Tuesday, March 24, 2015

And then there are Dogs.

In the previous post, I should have mentioned that young warriors--the boys the French always called "la jeunesse" ("the youth")--were known in Miami-Illinois as aremooki 'dogs'. This term is evinced in Pinet's dictionary's entry << jeunes guerriers arem8ki >>. They appear to have been daunting adversaries.


Saturday, March 21, 2015

Dogs



All three dictionaries of the language of the Miami and Illinois peoples created in situ by Jesuit missionaries in the late 1600s and early 1700s exhibit ethnologically interesting items.

From the late 1690s Pierre-François Pinet’s French-Illinois dictionary gives not only the word for the Indians’ dog, which was aremwa, but also a term for the dogs brought to the Illinois Country from France. 

Pinet’s dictionary entry begins with chien francois qui a les oreilles --baisses (sic)-- courbees (French dog, which has lowered curved ears), where his baisses meaning “lowered” is scratched out and replaced by courbees meaning “curved,” as he realized that baisses was an ambiguous, misleading term. What is curious and touching about Pinet’s entry is that right above this entry he added a small figure in the form of a superscripted U to show the shape of the ear that he was talking about. It seems that he probably not that satisfied with the “curved” notion, either.

Pinet wrote the Illinois term for the French dog in the form         
 << papakichia >>. His 17th -century French spelling representing phonemic papakihšia, where the initial morpheme papak-  means “flat,” is derived from the verb “lie flat,” peepakihšin-. French dogs had floppy ears. The Indians’ dogs of course had ears that pointed up like wolves.

Jean Le Boullenger gives the same spelling for the Illinois word for the French dog in his own dictionary while providing a better term than “curved” to describe the dog’s ears. He wrote  chien franc. qui a les oreilles pendantes, meaning “French dog whose ears hang down”. 

Occasionally, one comes across real gems in these old Miami-Illinois language dictionaries, and here is another today. It’s the expression recorded by Le Boullenger from the Michigamea and/or the Kaskaskia for calling dogs. Le Boullenger wrote << cri pour appeler les ch(iens)  pic88 pic88 >>.

Now, the symbol 8 was a short hand and unequivocal way for writing French ou. However, the occurrence of two of these symbols appearing together at the end of words as in << pic88 >> is extremely rare. The intended phonetic form of the term is most probably [piikoo-piikoo], with natural elongation of the imperative suffix -o. The exclamation is likely a simplified, canine-adapted form of pyaako ‘Come!’, the plural command form of the verb.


• _Task goal_: In the entries below, find the line with "pyautogui.click(x=<x>, y=<y>)" and the line with "This screenshot has height=198, width=454.". Return those two lines and all lines between them, exactly.

*** Opening of Supplied data ***

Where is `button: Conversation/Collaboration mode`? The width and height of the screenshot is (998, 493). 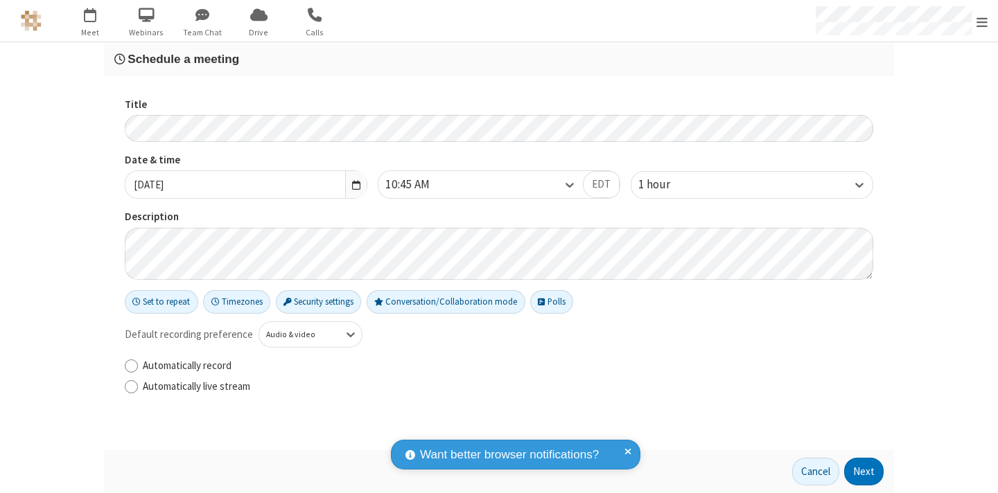 button: Conversation/Collaboration mode is located at coordinates (446, 302).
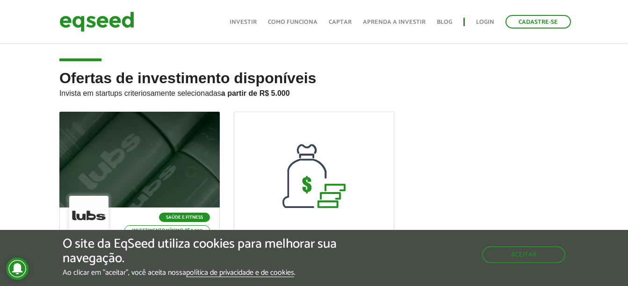 This screenshot has width=628, height=286. Describe the element at coordinates (314, 91) in the screenshot. I see `h2: Ofertas de investimento disponíveis` at that location.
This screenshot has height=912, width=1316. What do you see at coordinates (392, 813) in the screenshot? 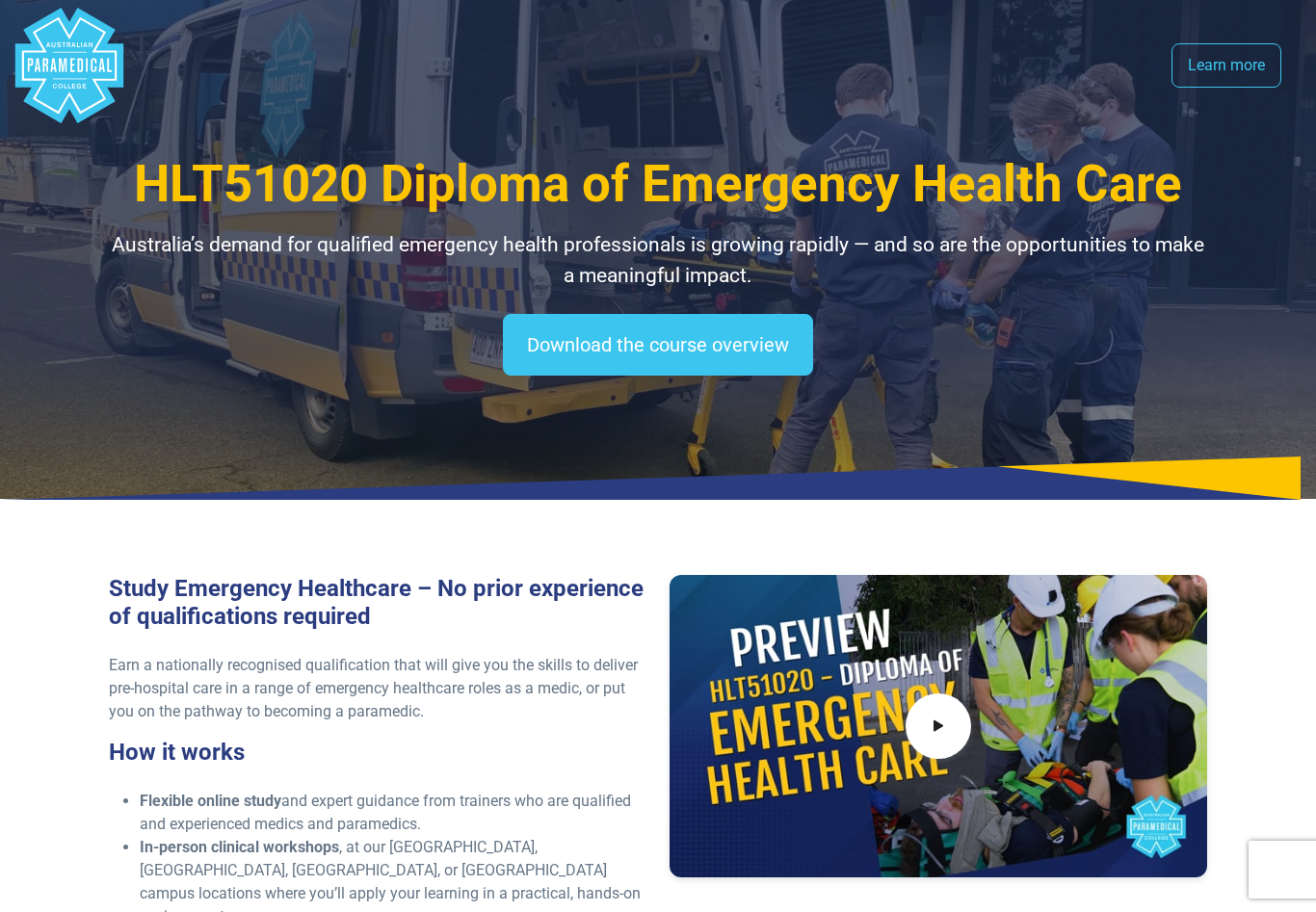
I see `li: and expert guidance from trainers who are qualified and experienced medics and paramedics.` at bounding box center [392, 813].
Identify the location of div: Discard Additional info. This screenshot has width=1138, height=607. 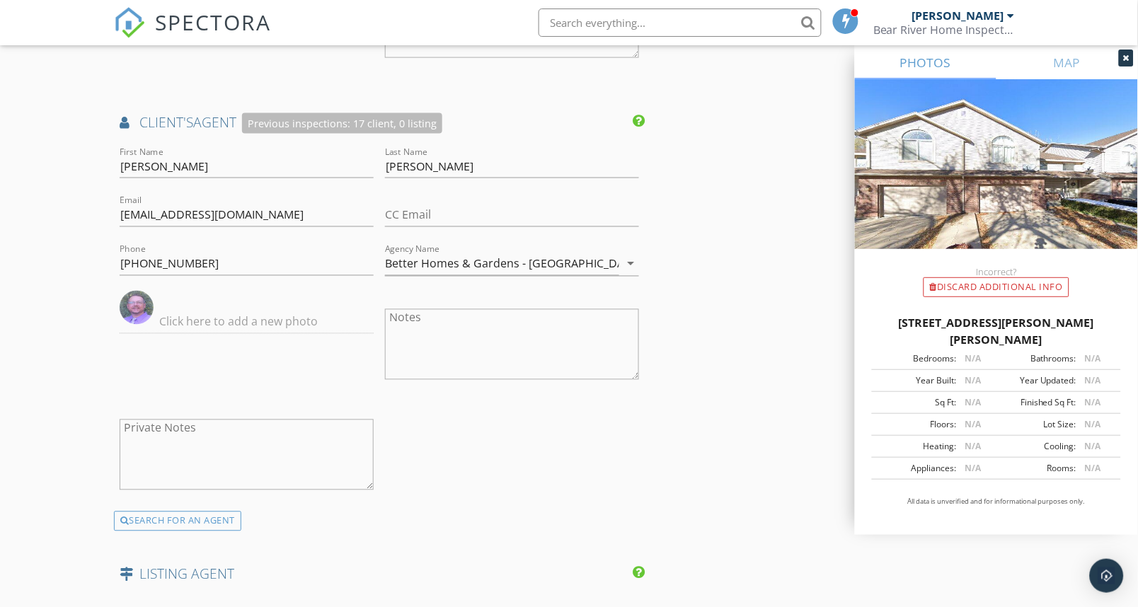
(997, 287).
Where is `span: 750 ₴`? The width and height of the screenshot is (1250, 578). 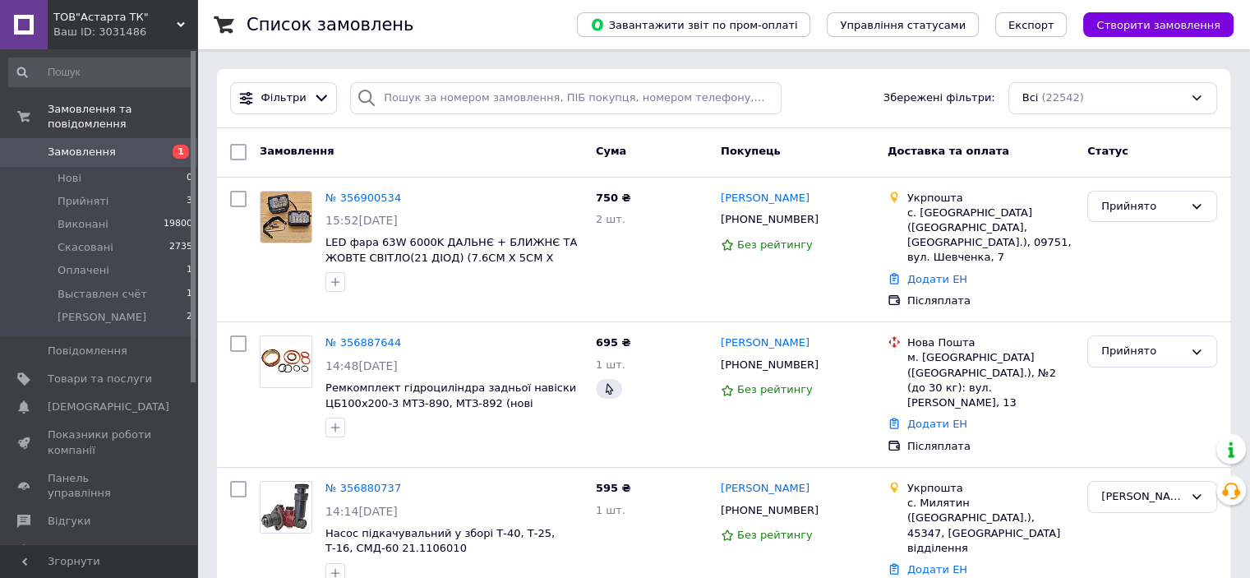 span: 750 ₴ is located at coordinates (613, 197).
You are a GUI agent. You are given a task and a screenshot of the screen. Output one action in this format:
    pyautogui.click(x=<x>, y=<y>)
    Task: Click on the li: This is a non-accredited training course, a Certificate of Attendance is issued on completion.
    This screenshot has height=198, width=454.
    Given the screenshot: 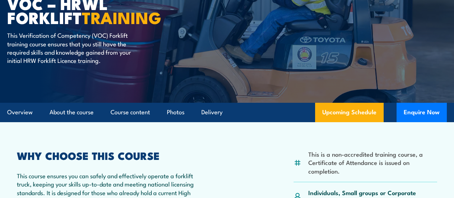 What is the action you would take?
    pyautogui.click(x=373, y=162)
    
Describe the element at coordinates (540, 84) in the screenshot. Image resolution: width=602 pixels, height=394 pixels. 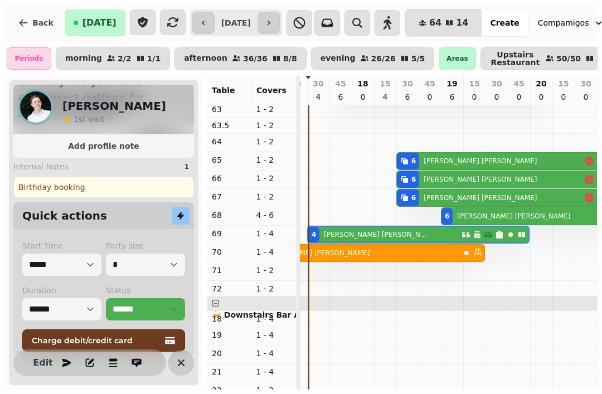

*** Close of Supplied data ***

• _Answer to the problem_:
    pyautogui.click(x=<x>, y=<y>)
    Task: Click on the li: This is a non-accredited training course, a Certificate of Attendance is issued on completion.
    This screenshot has height=198, width=454.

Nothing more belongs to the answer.